PROBLEM TO WORK ON ▸ Your answer must be an exact retyping of the line containing "Identify the location of menu-edit: Edit." and every line after it through the end of the records below, with no pictures and nothing else.

RAW DATA ▸
◇ ◇ ◇ ◇ ◇ ◇ ◇
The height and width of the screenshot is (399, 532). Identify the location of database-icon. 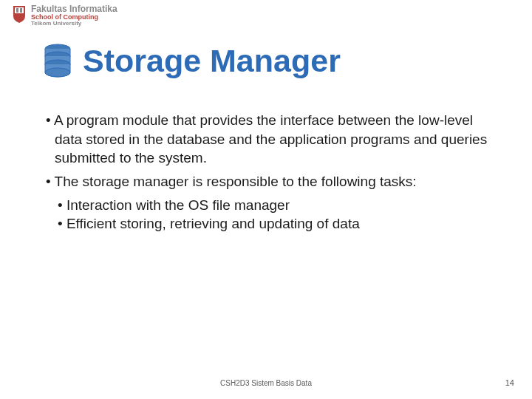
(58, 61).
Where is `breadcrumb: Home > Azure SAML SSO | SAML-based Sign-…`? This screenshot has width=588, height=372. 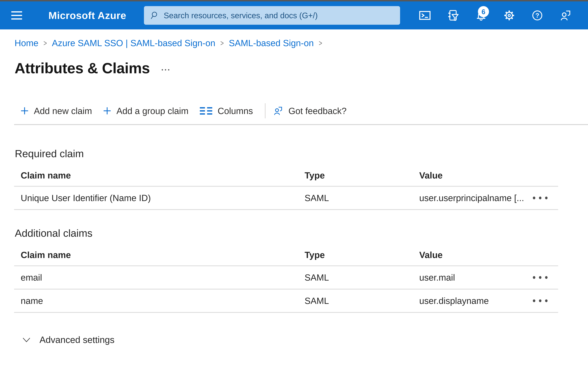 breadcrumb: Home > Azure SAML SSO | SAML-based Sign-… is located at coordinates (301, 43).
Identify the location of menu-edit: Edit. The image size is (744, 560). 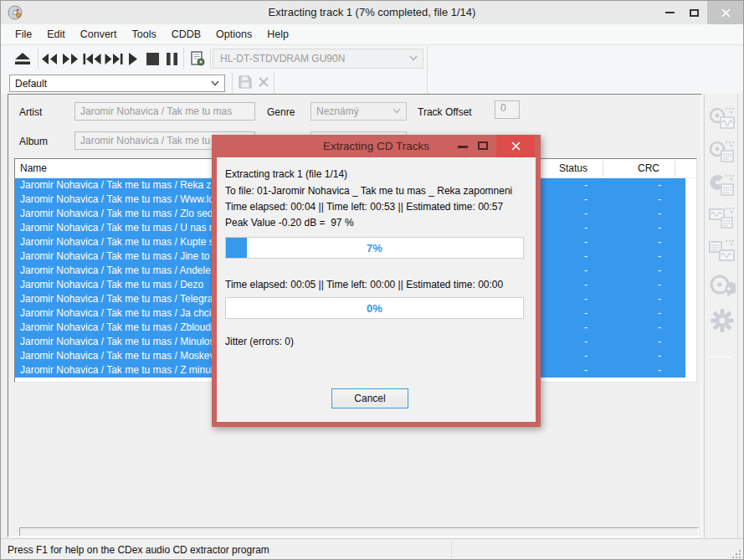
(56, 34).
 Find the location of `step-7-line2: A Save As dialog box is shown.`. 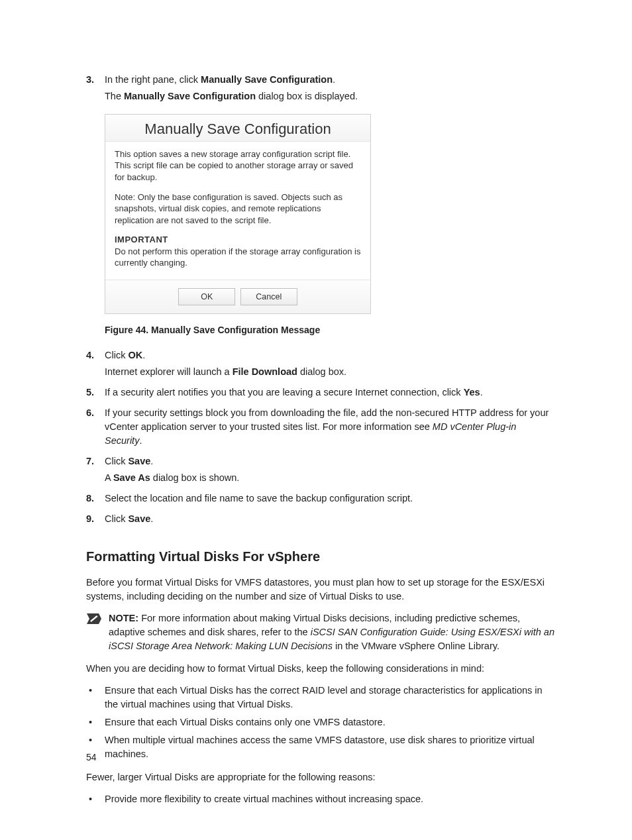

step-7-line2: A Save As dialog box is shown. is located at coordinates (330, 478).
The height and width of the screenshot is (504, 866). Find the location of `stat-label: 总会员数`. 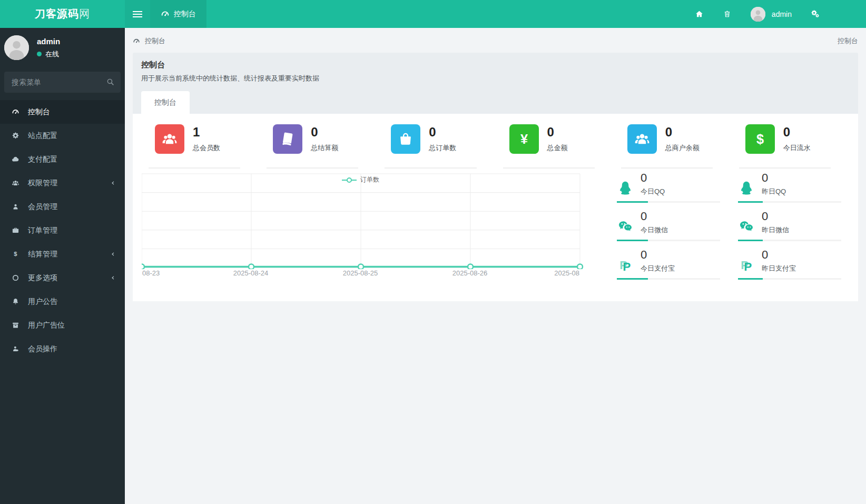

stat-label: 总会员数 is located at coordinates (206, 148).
◇ ◇ ◇ ◇ ◇ ◇ ◇
RESPONSE ▸
Identify the location of menu-edit: Edit. The image size is (744, 560). 
(56, 34).
 Find the location of `step-7-line2: A Save As dialog box is shown.`. 

step-7-line2: A Save As dialog box is shown. is located at coordinates (330, 478).
The height and width of the screenshot is (504, 866). Find the location of `stat-label: 总会员数`. 

stat-label: 总会员数 is located at coordinates (206, 148).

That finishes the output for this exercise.